Indeed, growth is uncomfortable (meaningful growth, that is), and authenticity is messy; our heroes won’t be so shiny through some forms of growth, and we may have to end our (over)use of the word “genius.”  The payoff might be more meaningful engagement –with material, audiences, program directors, artists… cultures, experiences, histories, ideas. One can show sensitivity to Ukrainian ticket buyers while simultaneously engaging them in these conversations – one is not (should not be) exclusive of the other. It’s an instinct one would have hoped would have been applied by the Canada Council, the Honens Competition (notably since reversed),Théâtre Orchestre Bienne Soleure, Kartause Ittingen, the Cardiff Philharmonic, and Orchestre symphonique de Montréal and the Vancouver Recital Society.

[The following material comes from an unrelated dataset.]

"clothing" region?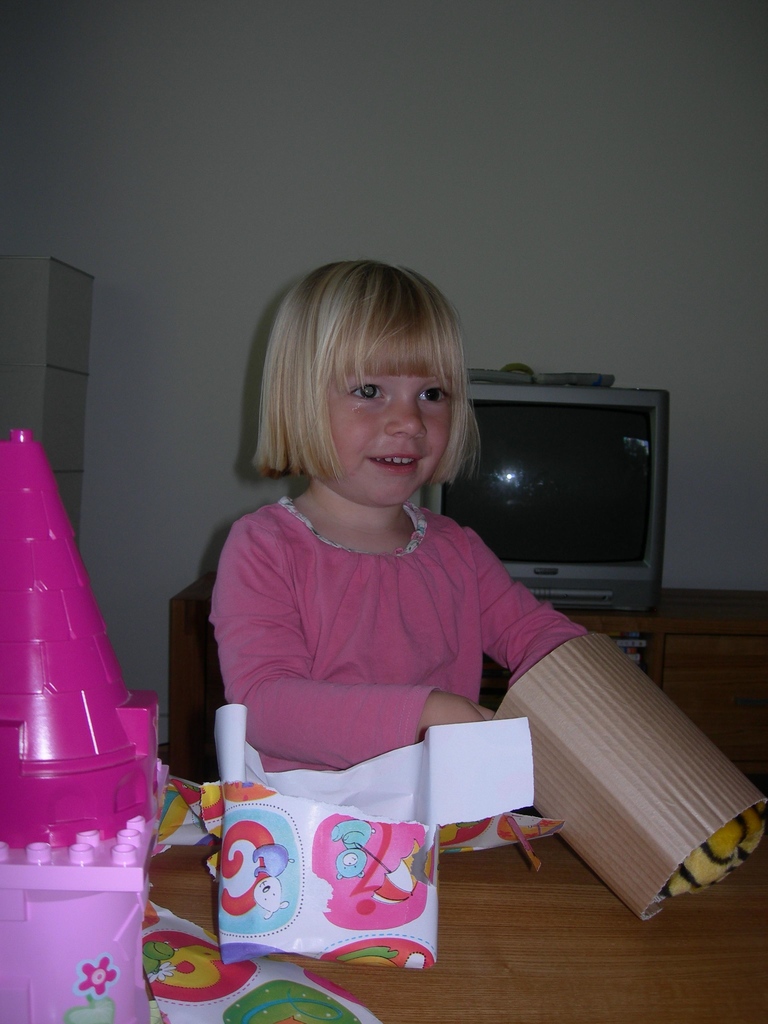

It’s easy to point at these cancellations and scream witch hunt! (Putin would want you to) but far more difficult to examine the position of each, their board members, their audience demographics, the position of unions in some of them, and the ever-significant role of funding, which matters in providing wider music knowledge and related (needed) rehearsals of new material. Perhaps the work of Serge Bortkiewicz, Yevhen Stankovych, and Myroslav Skoryk will be programmed for more than benefits alone; perhaps these works will become, like so many others, part and parcel of regular season programming. Perhaps audiences will want to hear them, and more.

Serious consideration of such possibilities hint at the acknowledgement of a needed structural change and an overdue embrace of its smart application. The grounds must exist for dialogue which is free from angry exceptionalism but open to uncomfortable realities, including anger and disappointment, sometimes with words, sometimes in the form of returned tickets. That’s the reality; some outlets will be skittish in broaching this. Two years of pandemic has meant a wholly risk-averse landscape (the effects of which can clearly be seen in cancellations now), but such initiatives – such bravery – is required. It is in the exercise of these qualities that classical culture will, perhaps, find the kind of 21st century significance many argue it sorely needs. Alongside angrily returned tickets might come, one hopes, something else: curiosity. It is a quality which lays the seeds for… I won’t call it hope (which sounds precious) but… an opening. There needs to exist curiosity – for discussion, education, expansion, uncomfortable ideas, new avenues. “Just look,” says curiosity, “at least look…”

One might stomp off across the concrete, back to the labyrinthine bunker, ignoring the green shoots pushing through that soil, seeing only craters, mud, debris; one might walk away carefully, observing tiny buds, remembering it is spring, after all; one might be grateful to see such possibility. Setting fire to the field is not the answer. It is time to breathe, and to replant, carefully.

Photo: The curtain of the Komische Oper Berlin. Photo: mine. Please do not reproduce without express written permission.